Publication year - 2004
Publication title -
annals of the new york academy of sciences
Language(s) - English
Resource type - Journals
SCImago Journal Rank - 1.712
H-Index - 248
eISSN - 1749-6632
pISSN - 0077-8923
DOI - 10.1196/annals.1311.028
Subject(s) - physics , spacecraft , radiation pressure , sunlight , earth's orbit , solar sail , aerospace engineering , astronomy , engineering
A bstract : Geosynchronous satellites are invisible at high latitudes. A pole‐sitting spacecraft would have communication, climate‐studies, and near‐polar Earth observation applications.

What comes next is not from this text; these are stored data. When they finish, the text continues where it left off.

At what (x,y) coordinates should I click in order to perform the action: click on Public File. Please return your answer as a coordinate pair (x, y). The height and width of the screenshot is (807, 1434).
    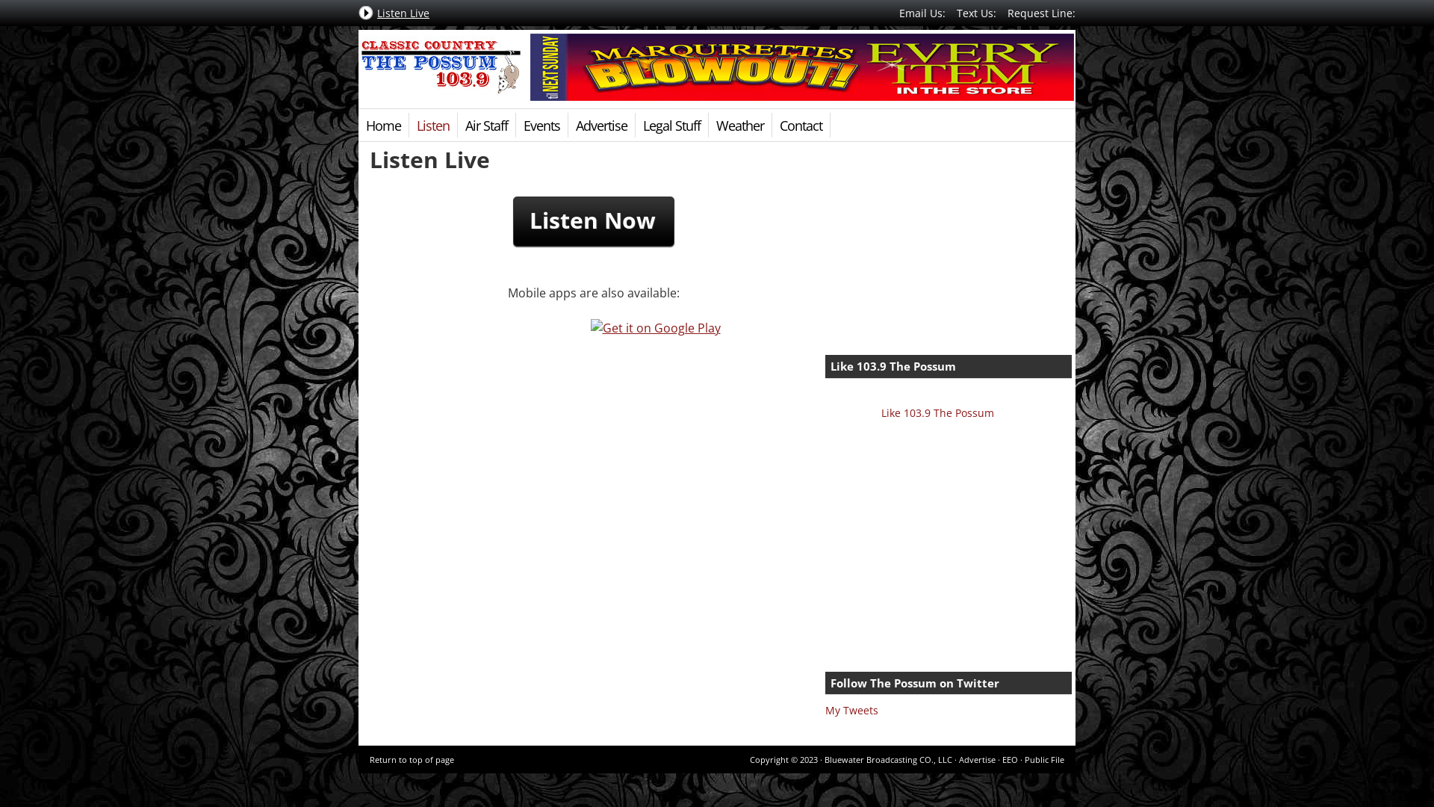
    Looking at the image, I should click on (1044, 759).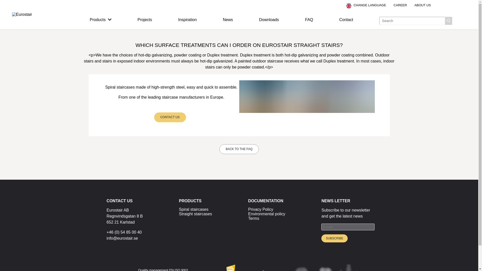 This screenshot has width=482, height=271. What do you see at coordinates (227, 20) in the screenshot?
I see `News` at bounding box center [227, 20].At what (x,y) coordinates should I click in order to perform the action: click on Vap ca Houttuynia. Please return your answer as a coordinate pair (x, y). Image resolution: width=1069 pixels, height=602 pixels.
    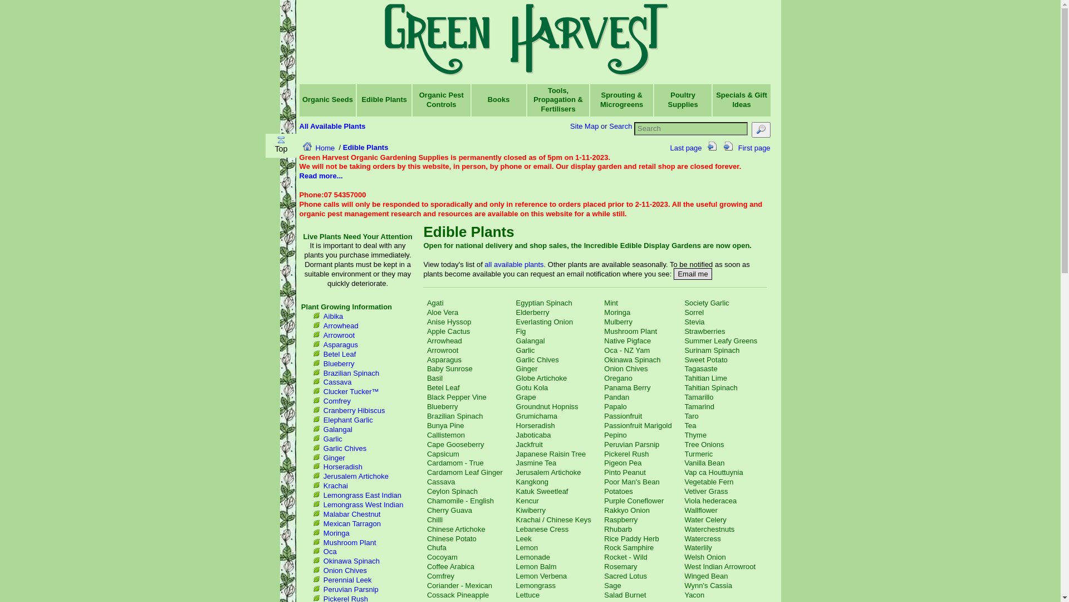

We present a pole‐sitter based on the solar photon thruster (SPT), a two‐sail variant of the solar sail using a large curved collector sail (always normal to the Sun) to direct sunlight against a much smaller thruster. Thrust decreases slower for an SPT than for a conventional sail arrangement as the angle between sunlight and the collector normal increases. An SPT pole‐sitter is offset from the terrestrial pole so that a component of Earth gravity balances the solar radiation‐pressure component pushing the SPT off station. The component of gravitational attraction of the Earth pulling the spacecraft towards Earth is also balanced by a solar radiation‐pressure component. Results are presented for 80‐100% collector/thruster reflectivities. For a spacecraft areal mass thickness of 0.002 kg/m 2 , collector and thruster reflectivities of 0.9, the SPT can be situated above latitude 45° at a distance of approximately 60 Earth radii. An SPT pole sitter would be affected by lunar perturbation, which can be compensated for by an on‐board rocket thruster producing 2 × 10 −6 g acceleration, a second SPT thruster sail thrusting against the influence of the Moon, or by directing a microwave beam against the spacecraft. Since an SPT pole sitter is in a position rather than an orbit, the effect of terrestrial gravitation limits the size and design of the payload package, which limits terrestrial target resolution.